All paved roads into Mojave National Preserve in California remain closed because of damage caused by flash floods on July 31 and August 1, the park announced Friday. Preserve roads sustained widespread water damage, including washouts and undercutting.
"In 2005, the Hackberry Fire Complex burned over 70,000 acres in the Mid Hills area. Today, tree skeletons still stand there. In good rain years, the area can burst with color when spring wildflowers bloom. In this picture, Desert globemallow (Sphaeralcea Ambigua) paints the desert floor orange."
Much-needed roadwork is being tackled at Mojave National Preserve this month. The work will take place on Ivanpah, Lanfair, and Black Canyon roads. Visitors and inholding residents in the preserve may encounter trucks carrying rock aggregate material and road crews working in the area, which may cause short delays for motorists.
Climate change is leaving National Park Service managers with stark choices: Stand by as the world warms to a point where ancient trees might no longer survive, or intervene so those trees may no longer be considered wild and national parks become something along the lines of national gardens.
Joshua trees need the protection of the Endangered Species Act if they're to avoid extinction, a federal judge has ruled in determining that the U.S. Fish and Wildlife Service erred by denying the species that protection.
As drought, high temperatures, and wildfires take a toll on Southwest landscapes, they increasingly are being accompanied by financial calamity for economies built around national parks.

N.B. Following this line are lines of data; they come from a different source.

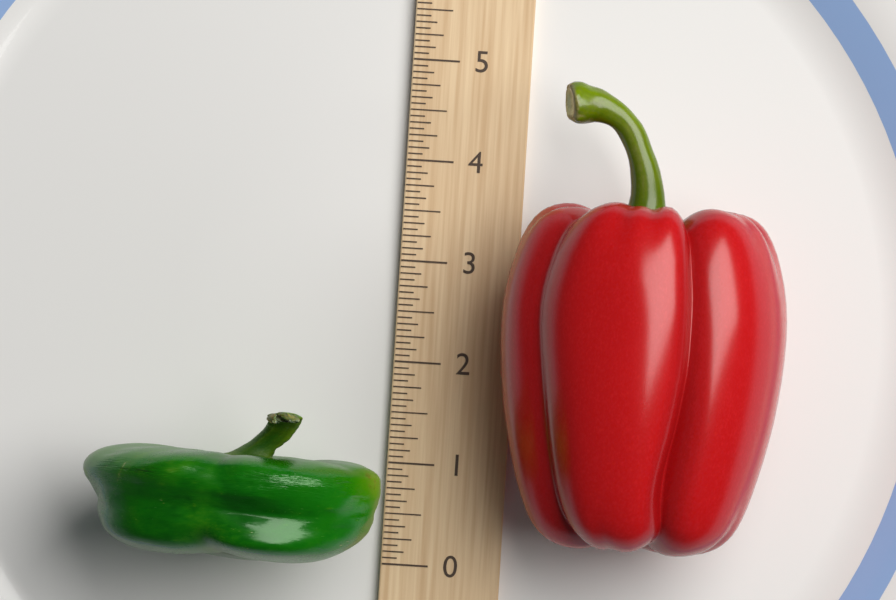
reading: 1.4375 (no unit)
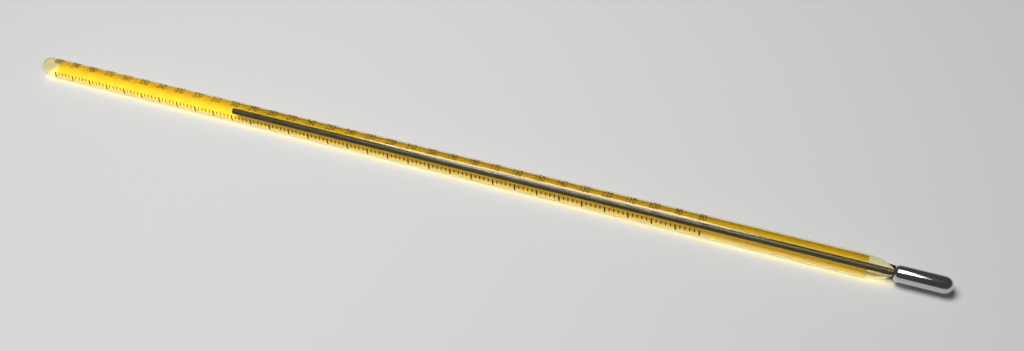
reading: 302 (no unit)
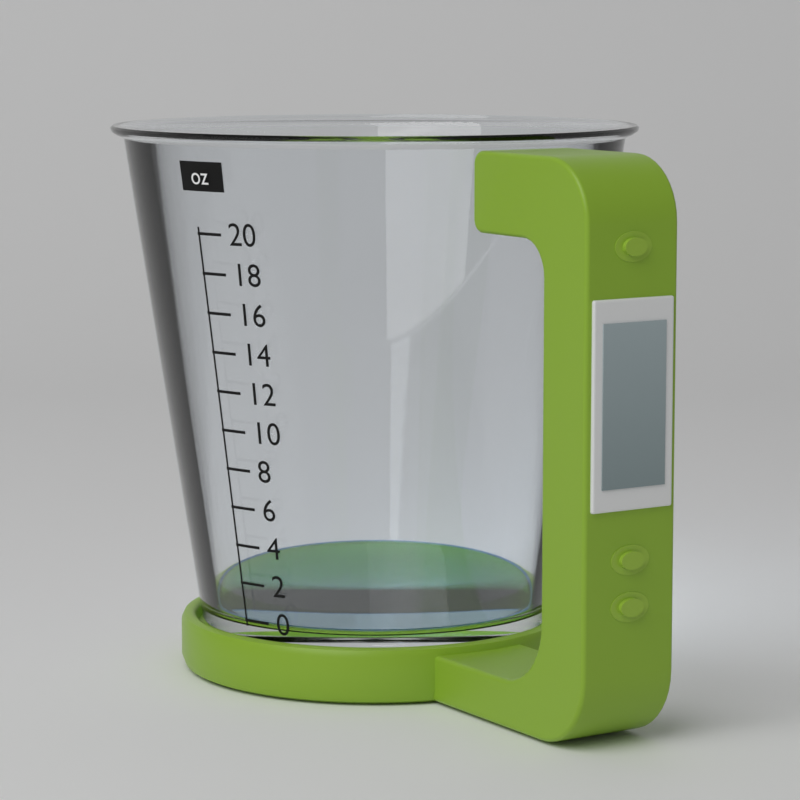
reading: 0 oz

A sea of scorched Joshua trees, reduced to black skeletons of their former selves, darkens eastern California’s Mojave National Preserve. The pungent smell of their charred remains lingers even after January snowfall.
Desert bighorn sheep in and around Mojave National Preserve in California appear to be more resilient to a respiratory disease than previously thought, according to research.
Though birds presumably could fly to cooler temperatures as the climate heats up, studies show that burrowing animals in places such as Death Valley National Park and Mojave National Preserve in California are better able to endure higher temperatures than their feathered counterparts.